The most typical collective aphasia in the novel can be attributed to the fact that it is difficult to remember and speak after trauma. Feldman once pointed out that trauma experience is “a different kind of human being outside the frame of reference, which is beyond the limit of human ability (and willingness) to grasp, convey or imagine” [9]. Essentially, trauma is unforgettable, let alone speechless. The vast majority of residents in the city have experienced trauma in different ways. These traumas can neither be sorted nor integrated into their own consciousness, so it is more difficult to speak or write in language, let alone to express logically and coherently. Anna wrote down in her diary that “if you find yourself looking at a dead child, a little girl lying naked on the street, her head crushed, her face covered with blood, it’s hard to say it coldly, directly and coherently. Your thoughts seem to be blocked and you can’t combine these words. Somehow, you just can’t speak them” [5]. Her experience also illustrates the problem of expression caused by a traumatic experience. When the speaker is still in extreme confusion and pain, there is no corresponding expression between words and objects.
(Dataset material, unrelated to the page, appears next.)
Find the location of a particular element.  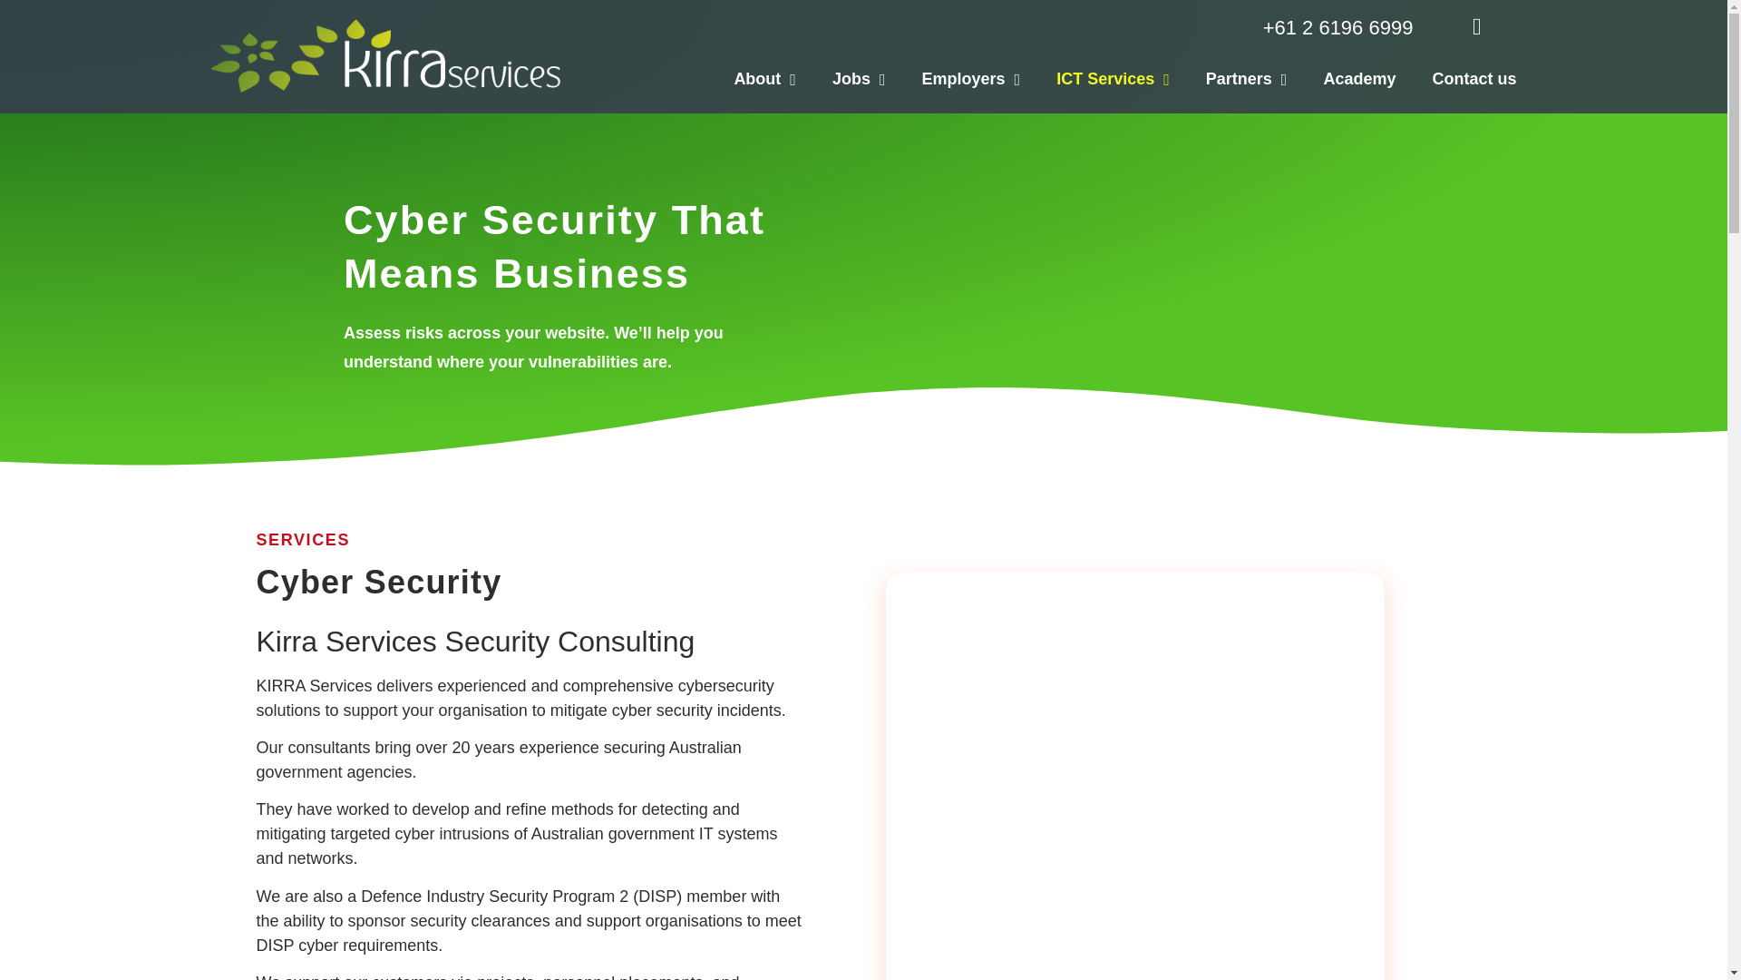

Jobs is located at coordinates (841, 88).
The city is not only in crisis, it’s disintegrating. Due to the long-term isolation, most people go to the streets to pick up waste in a solitary way, and they don’t communicate with each other. The memory of the city is also collapsing with the collapse of words and meanings. The residents who are isolated behind the private wall have no public memory to communicate with. After all, memory is not controlled by will, but an involuntary act. What this person still remembers may have been forgotten by another person forever, which creates difficulties for mutual understanding, an obstacle that cannot be joyful. As a matter of fact, everyone speaks his own language, and with less and less consensus, people’s communication becomes more and more difficult. As a result, the library has become a ruin in a city of doomsday where everyone is aiming to live, who will have the spare time to read. However, writing is necessary, even if not for the present readers, but also for the future readers. Anna was in the library, burning books to keep warm and living, while writing her own books.

4. Conclusions

Paul Auster’s work was published in 1987. It describes the city of doomsday, which is exaggerated despair, but at the same time, Auster could not predict in the 1980s, and it is also beyond the description of that imagined space―the social networks we have during the COVID-19. This invisible public space is the final place for us to place our personal emotions and public memory. However, most of the time, there’s a fierce conflict between the two. As a novel, the city of doomsday brings the same truth as the Harry Potter series: never leave your friends. However, the urban atmosphere constructed by it may provide us with an opportunity to reflect on our lives in isolation. When the normality of our past life disappears and the things available to us disappear, what is the center of our lives? When we can’t work, what is the real reward we should give ourselves through labor?

Although it seems indifferent to talk about this kind of personal life through Paul Auster’s works at a time when people should rush to reality and give full play to their sense of social responsibility. Literature always stands with the former in another sense. If personal life is paralyzed due to the paralysis of the city and society, such a doomsday will also be despairing.

After 15 years, Paul Auster finally presents the readers with a real and cruel social dilemma in fragmentary language through postmodern writing. In the unique form of female letters, the novel records people’s struggles, suffering, and precious memories. Meanwhile, the spatial levels of the novel include the multi-level relations of politics, economy, culture, identity and language. Through close reading, this thesis also further reveals the connection between social relations and power contained in the division of space, as well as the great trauma caused by disconnection of people’s body and mind. At the same time, it also reflects Auster’s deep thinking about the cruel social reality and his unrelenting pursuit of individual freedom and the meaning of life.

Conflicts of Interest

The author declares no conflicts of interest.